Jesse Jackson, who has died aged 84, was the last of the great American civil rights orators to speak almost exclusively in rhyme, a habit that began as inspiration and ended as compulsion, rather like a jazz musician who can no longer play in anything but 7/4 time. In an age that preferred prose, Jackson insisted on verse; even his grocery lists, one suspects, scanned.
Born in Greenville, South Carolina, in 1941, he rose through the ranks of Martin Luther King’s Southern Christian Leadership Conference with the energy of a man who had discovered that indignation paid better than calm. Operation Breadbasket, the Rainbow Coalition, two spirited runs for the presidency — all were conducted with the solemn conviction that history was waiting for his next couplet. “Keep hope alive” became his signature line, delivered with such rhythmic certainty that audiences half-expected him to follow it with “jive”. There were stumbles. The “Hymietown” remark in 1984 revealed that even the most practised tongue could slip into territory where angels feared to tread. Jackson apologised with the fluency of a man who had apologised before and would apologise again; the episode merely added a minor key to his otherwise triumphant score.
In later years he became a roving ambassador of moral outrage, appearing wherever cameras gathered and injustice was suspected. He counselled O.J. Simpson during the trial of the century, offering spiritual support at a moment when the nation seemed to need less theology and more evidence. The visit was widely noted, though its precise effect on the verdict remains unclear. Immortality of a sort arrived courtesy of South Park, where Jackson featured in an episode that examined the etiquette of racial apology with the delicacy of a sledgehammer. The climax — a grown man literally kissing Jackson’s backside to prove his lack of prejudice — was absurd, unflattering, and, in the circumstances, weirdly accurate.
In the end Parkinson’s disease slowed the cadence, but never entirely silenced it. Jackson kept hope alive long after many had quietly declared it dead. One can imagine him now, ascending, still searching for a rhyme for “eternity”. He will not be easily replaced; very few people, after all, can make a moral point and a metre at the same time.
Born in Greenville, South Carolina, in 1941, he rose through the ranks of Martin Luther King’s Southern Christian Leadership Conference with the energy of a man who had discovered that indignation paid better than calm. Operation Breadbasket, the Rainbow Coalition, two spirited runs for the presidency — all were conducted with the solemn conviction that history was waiting for his next couplet. “Keep hope alive” became his signature line, delivered with such rhythmic certainty that audiences half-expected him to follow it with “jive”. There were stumbles. The “Hymietown” remark in 1984 revealed that even the most practised tongue could slip into territory where angels feared to tread. Jackson apologised with the fluency of a man who had apologised before and would apologise again; the episode merely added a minor key to his otherwise triumphant score.
In later years he became a roving ambassador of moral outrage, appearing wherever cameras gathered and injustice was suspected. He counselled O.J. Simpson during the trial of the century, offering spiritual support at a moment when the nation seemed to need less theology and more evidence. The visit was widely noted, though its precise effect on the verdict remains unclear. Immortality of a sort arrived courtesy of South Park, where Jackson featured in an episode that examined the etiquette of racial apology with the delicacy of a sledgehammer. The climax — a grown man literally kissing Jackson’s backside to prove his lack of prejudice — was absurd, unflattering, and, in the circumstances, weirdly accurate.
In the end Parkinson’s disease slowed the cadence, but never entirely silenced it. Jackson kept hope alive long after many had quietly declared it dead. One can imagine him now, ascending, still searching for a rhyme for “eternity”. He will not be easily replaced; very few people, after all, can make a moral point and a metre at the same time.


DESCRIPTION OF THE TASK – Skip every image and restate the data word for word.

EXCERPTED RECORDS –
****
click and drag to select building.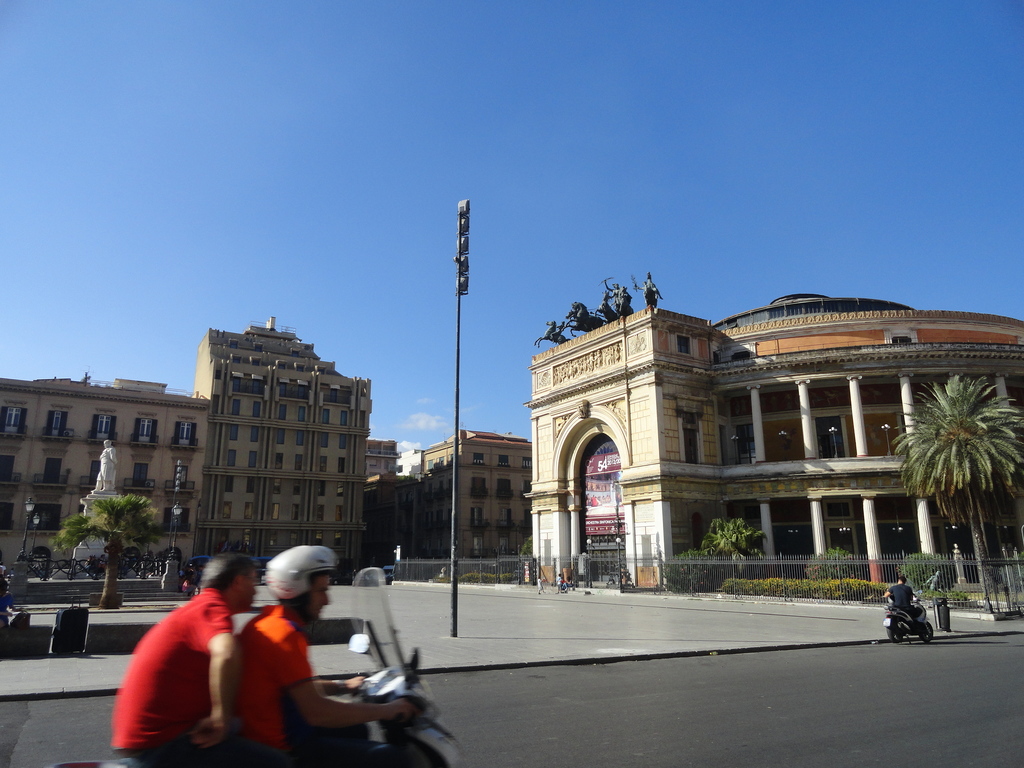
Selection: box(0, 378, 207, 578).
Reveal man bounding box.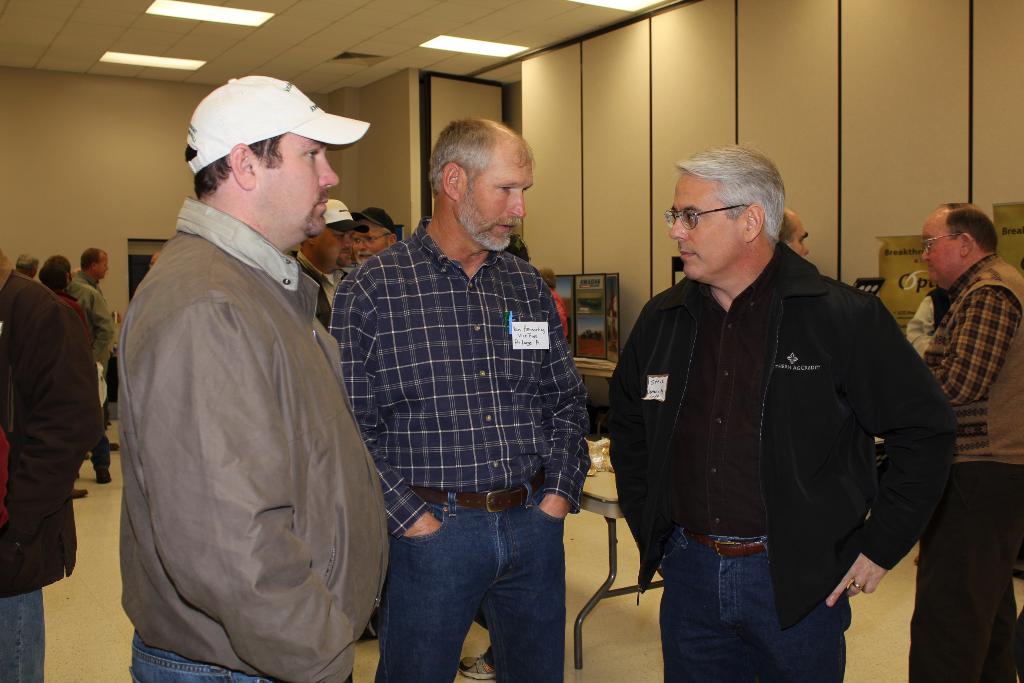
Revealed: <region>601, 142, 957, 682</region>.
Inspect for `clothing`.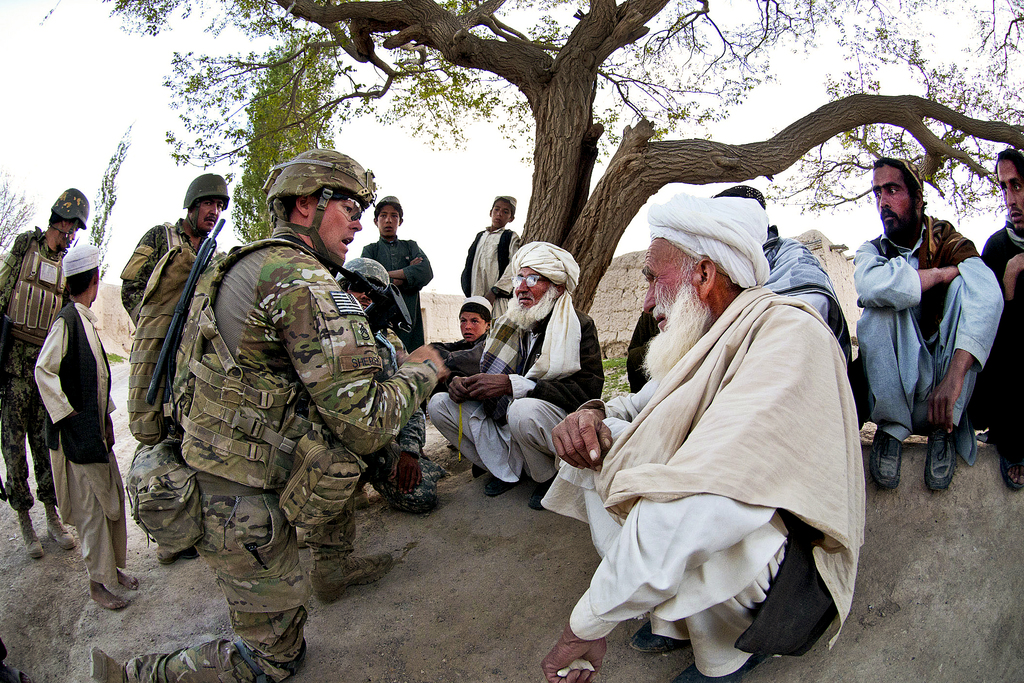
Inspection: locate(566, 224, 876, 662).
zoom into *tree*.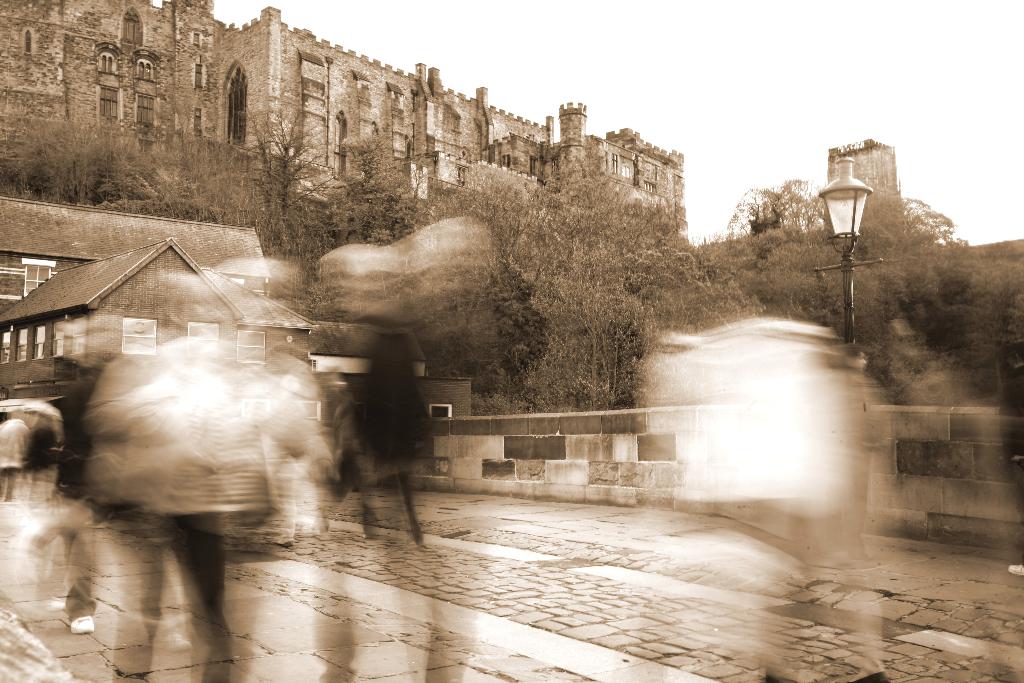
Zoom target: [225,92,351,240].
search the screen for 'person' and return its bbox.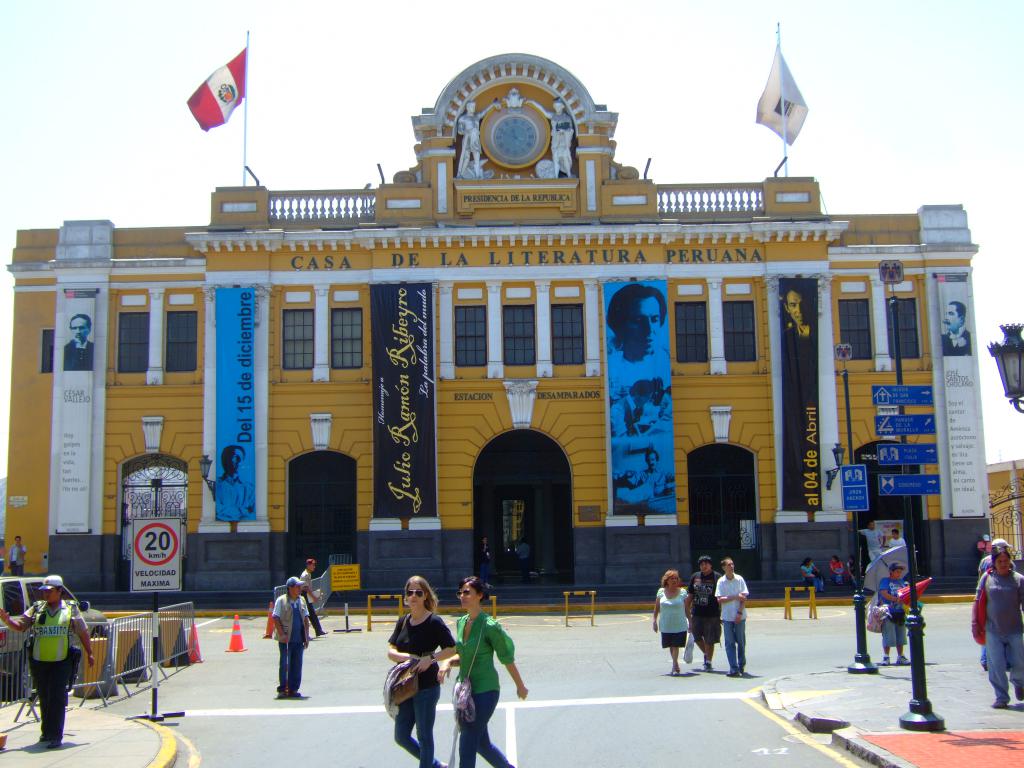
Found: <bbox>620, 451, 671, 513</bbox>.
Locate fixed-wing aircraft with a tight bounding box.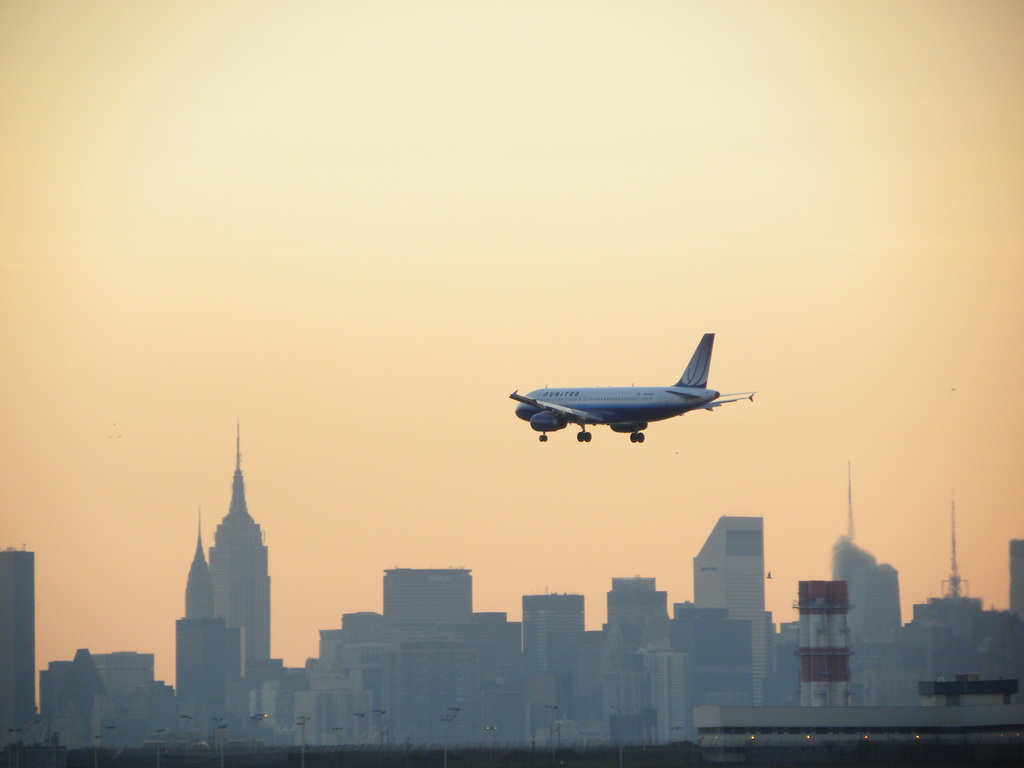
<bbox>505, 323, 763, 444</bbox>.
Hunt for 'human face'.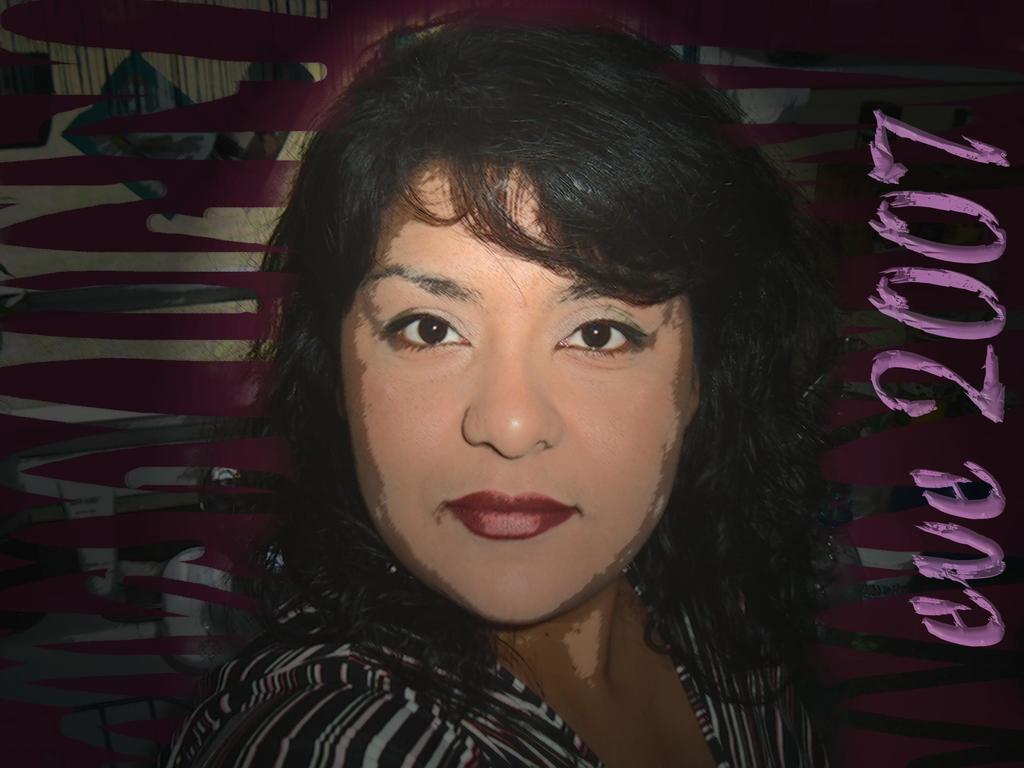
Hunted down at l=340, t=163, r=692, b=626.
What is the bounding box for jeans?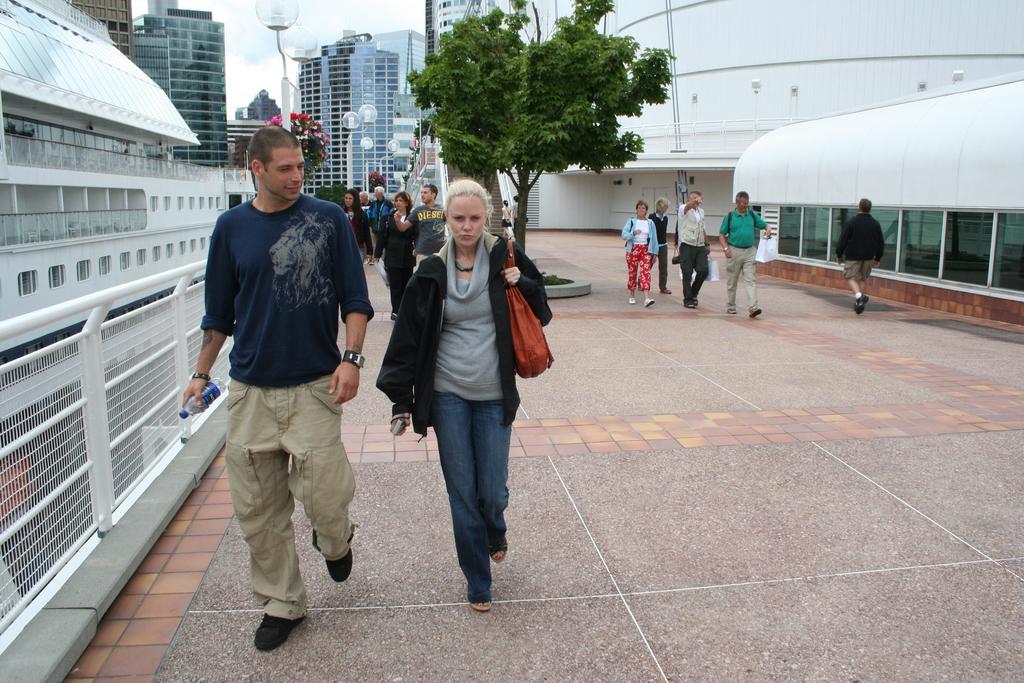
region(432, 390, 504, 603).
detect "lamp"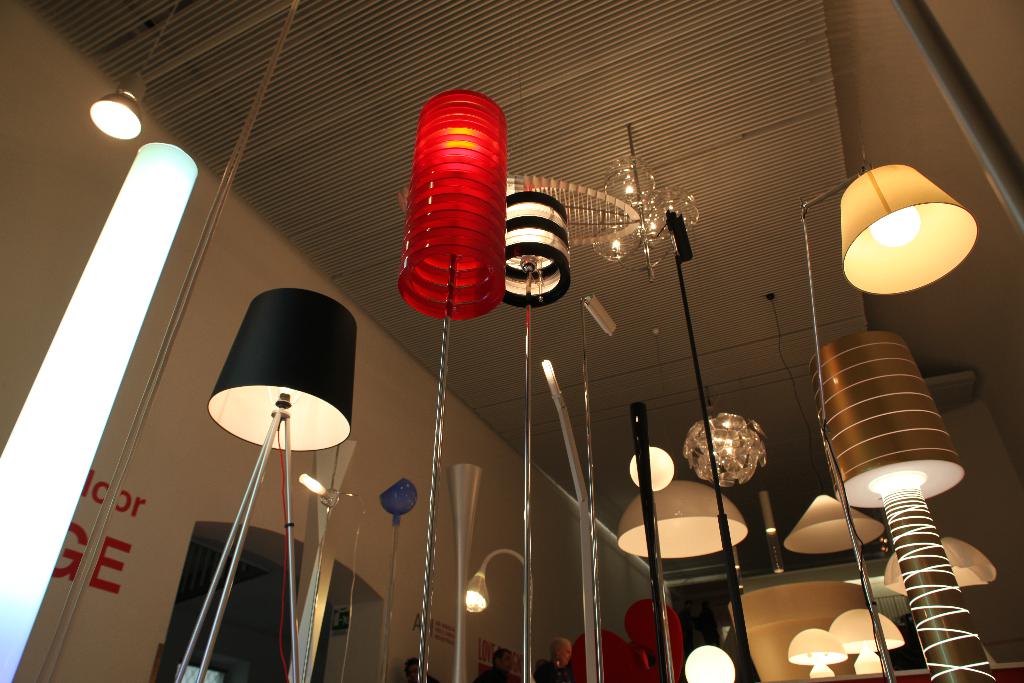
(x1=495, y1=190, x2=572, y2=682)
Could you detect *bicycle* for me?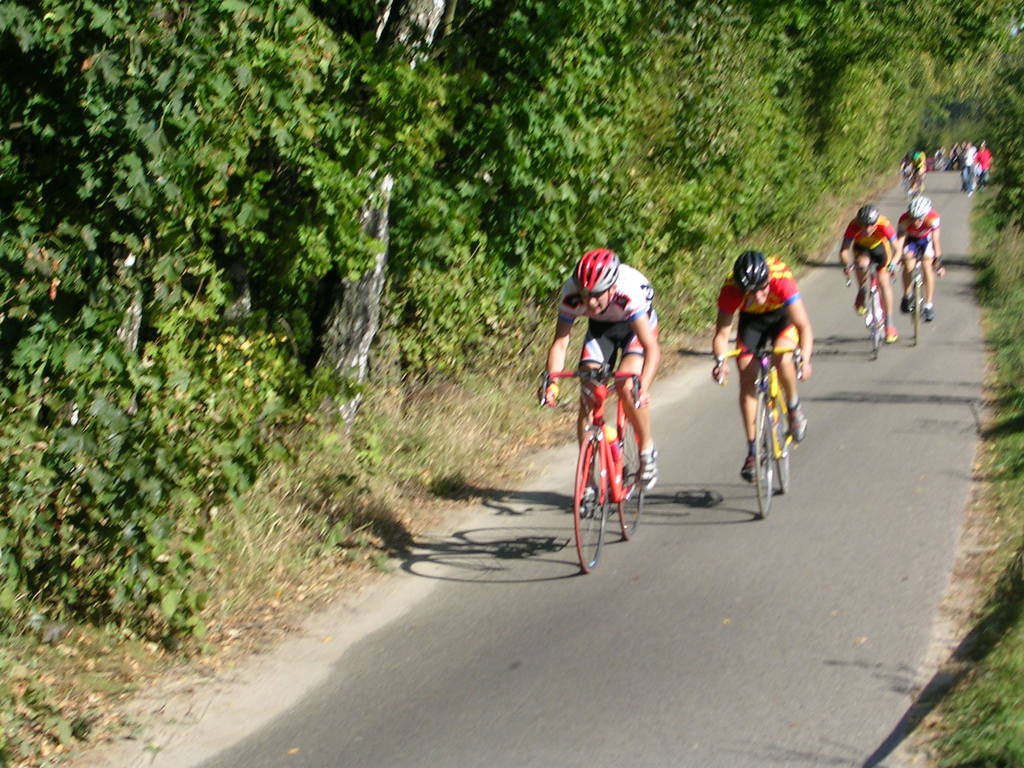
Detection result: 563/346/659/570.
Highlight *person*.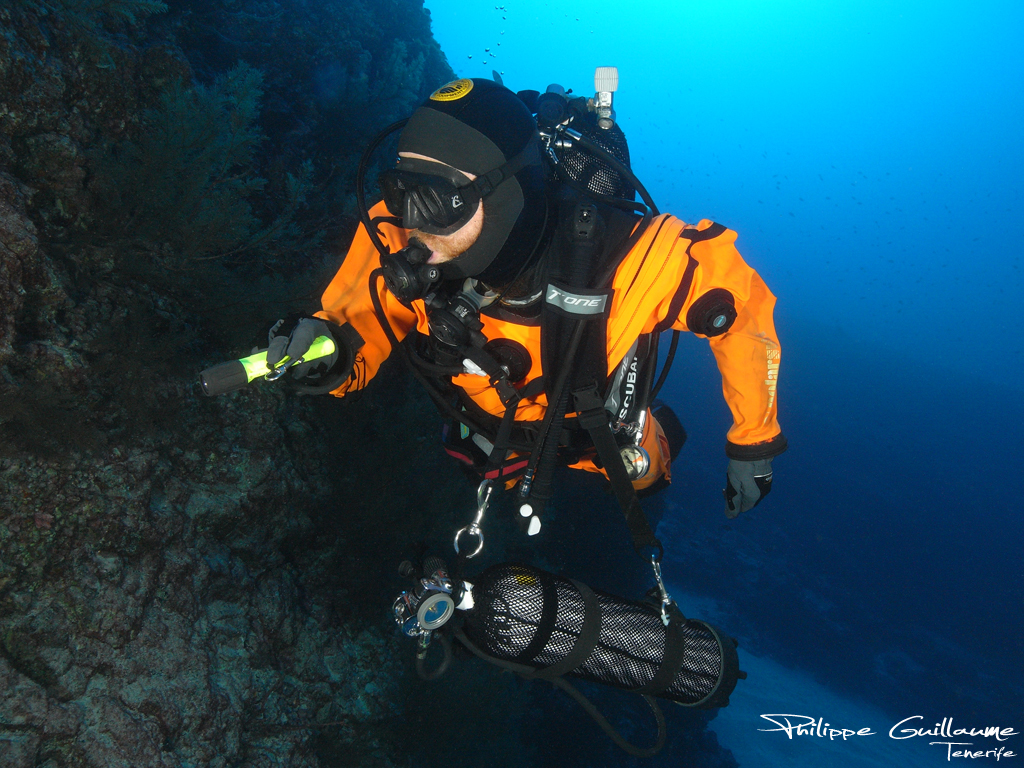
****
ANSWER SECTION –
click and drag to select building.
Selection: box(0, 378, 207, 578).
Reveal man bounding box.
Revealed: <region>601, 142, 957, 682</region>.
Inspect for `clothing`.
Inspection: locate(566, 224, 876, 662).
zoom into *tree*.
Zoom target: [225,92,351,240].
search the screen for 'person' and return its bbox.
Found: <bbox>620, 451, 671, 513</bbox>.
Locate fixed-wing aircraft with a tight bounding box.
<bbox>505, 323, 763, 444</bbox>.
Hunt for 'human face'.
Hunted down at l=340, t=163, r=692, b=626.
What is the bounding box for jeans?
region(432, 390, 504, 603).
detect "lamp"
(x1=495, y1=190, x2=572, y2=682)
Could you detect *bicycle* for me?
Detection result: 563/346/659/570.
Highlight *person*.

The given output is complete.